Cameron Douglas pleads guilty to drug dealing

The next year, she visited Cameron in prison, where he claimed he was not getting the prescription medication he needed to control his depression due to red tape. So Ridha -- a Columbia law school grad -- did what she considered the only reasonable course under the circumstances: She smuggled prescription sedatives into the correctional facility for him.

He instructed her on how to do it (put them in balloons for him to shove up his butt! duh!) and swore he wouldn't tell a soul and would totally take the fall if he got found out.

Soon, unsurprisingly, he asked her for more. She filled a dollar-store balloon with 12 pills and discreetly excused herself to the bathroom while he packed away the contraband.

"In the grimy prison bathroom, there is a faint stench of urine in the air. As I stand there, my shoes sticking to the tile floor, I already seem to know that I have chosen the wrong path, a path almost certain to cause harm to someone whom I ostensibly love," Ridha writes.

Shortly thereafter, Ridha was arrested for providing contraband to a federal inmate. Cameron, who so desperately needed those pills just to survive until his sentencing, split his goodies with some friends, one of whom was a government informant. Somehow, inexplicably, authorities figured out what happened, despite Cameron's promises that that wouldn't possibly happen.

(For the record, this all happened in the year after Cameron's actual girlfriend, Kelly Sott, was found smuggling him heroin on a toothbrush. In the THR excerpt, this incident is not mentioned.)

Michael Douglas says he takes the blame for son Cameron's bad behavior

When it was time for Ridha to go to court, her lawyer instructed her to be honest with him about her relationship with Cameron, and not embarrassed about it.

"In truth, I am still not quite sure which part of having feelings for Cameron is supposed to be embarrassing," Ridha writes. "The fact that I started a relationship with a client? The fact that he is the son of a celebrity? The fact that he has dabbled both personally and professionally in the narcotic arts?" (In case you're reading this, Ms. Ridha, the answer is "probably a little of the first, a little of the third, and the fact that you smuggled him drugs in prison while you were acting as one of his attorneys.")

Ridha ended up not having to go to prison for her crimes, but Cameron got nearly five years added to his sentence for the aforementioned toothbrush full of heroin smuggled in by a different woman, as well as Ridha's bra-load of sedatives.

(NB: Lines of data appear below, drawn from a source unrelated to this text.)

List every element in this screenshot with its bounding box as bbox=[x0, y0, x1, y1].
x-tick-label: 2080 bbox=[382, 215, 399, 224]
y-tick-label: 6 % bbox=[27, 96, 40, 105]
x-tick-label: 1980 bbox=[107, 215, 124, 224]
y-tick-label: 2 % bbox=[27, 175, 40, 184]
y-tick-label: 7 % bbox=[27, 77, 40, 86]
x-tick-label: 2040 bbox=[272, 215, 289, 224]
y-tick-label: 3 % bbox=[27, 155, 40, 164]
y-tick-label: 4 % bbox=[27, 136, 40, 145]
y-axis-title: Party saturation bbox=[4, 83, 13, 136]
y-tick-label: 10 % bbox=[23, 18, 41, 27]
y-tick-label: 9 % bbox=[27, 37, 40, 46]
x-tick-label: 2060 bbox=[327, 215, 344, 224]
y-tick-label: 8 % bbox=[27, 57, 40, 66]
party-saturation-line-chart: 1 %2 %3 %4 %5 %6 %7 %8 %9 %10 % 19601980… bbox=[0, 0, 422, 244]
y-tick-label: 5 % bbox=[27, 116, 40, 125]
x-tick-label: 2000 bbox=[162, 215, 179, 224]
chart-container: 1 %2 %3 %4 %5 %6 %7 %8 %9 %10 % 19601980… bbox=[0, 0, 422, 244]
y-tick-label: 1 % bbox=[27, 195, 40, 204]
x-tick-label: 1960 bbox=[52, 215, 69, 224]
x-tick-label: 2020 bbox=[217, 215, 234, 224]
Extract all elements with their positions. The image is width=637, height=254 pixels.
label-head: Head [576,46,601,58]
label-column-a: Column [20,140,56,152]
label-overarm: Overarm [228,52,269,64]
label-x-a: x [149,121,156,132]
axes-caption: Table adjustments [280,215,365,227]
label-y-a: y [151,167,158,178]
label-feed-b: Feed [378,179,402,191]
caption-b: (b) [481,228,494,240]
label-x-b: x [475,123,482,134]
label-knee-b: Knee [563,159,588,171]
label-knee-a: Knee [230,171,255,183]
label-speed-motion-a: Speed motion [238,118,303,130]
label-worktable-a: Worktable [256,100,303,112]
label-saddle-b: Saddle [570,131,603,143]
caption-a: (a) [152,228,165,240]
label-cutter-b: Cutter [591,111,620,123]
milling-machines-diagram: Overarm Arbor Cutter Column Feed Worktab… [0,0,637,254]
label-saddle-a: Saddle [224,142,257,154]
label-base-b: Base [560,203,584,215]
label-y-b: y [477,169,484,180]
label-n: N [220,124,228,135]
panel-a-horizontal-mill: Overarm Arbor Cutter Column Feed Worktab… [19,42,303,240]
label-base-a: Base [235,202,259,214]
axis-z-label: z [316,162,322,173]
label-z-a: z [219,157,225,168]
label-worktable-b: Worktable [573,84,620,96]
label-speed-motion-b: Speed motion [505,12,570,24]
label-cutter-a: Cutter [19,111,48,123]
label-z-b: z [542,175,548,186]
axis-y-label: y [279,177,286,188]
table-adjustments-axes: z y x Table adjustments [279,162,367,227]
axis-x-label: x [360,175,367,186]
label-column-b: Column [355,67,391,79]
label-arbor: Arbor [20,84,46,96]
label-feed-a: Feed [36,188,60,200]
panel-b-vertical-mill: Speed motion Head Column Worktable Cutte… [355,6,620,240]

Naturally, like any love story, the two could not be kept apart: In 2012, Cameron called up Ridha and confessed his love for her. Oh, and also, could he come live with her when he gets out of prison in 2017?

She vied for "understatement of the year" by telling him she didn't "know if that's such a good idea" and suggested he focus on getting released first. Then ended the call by saying she loved him too.

Ridha's memoir, Criminal That I Am, comes out on Tuesday, May 12.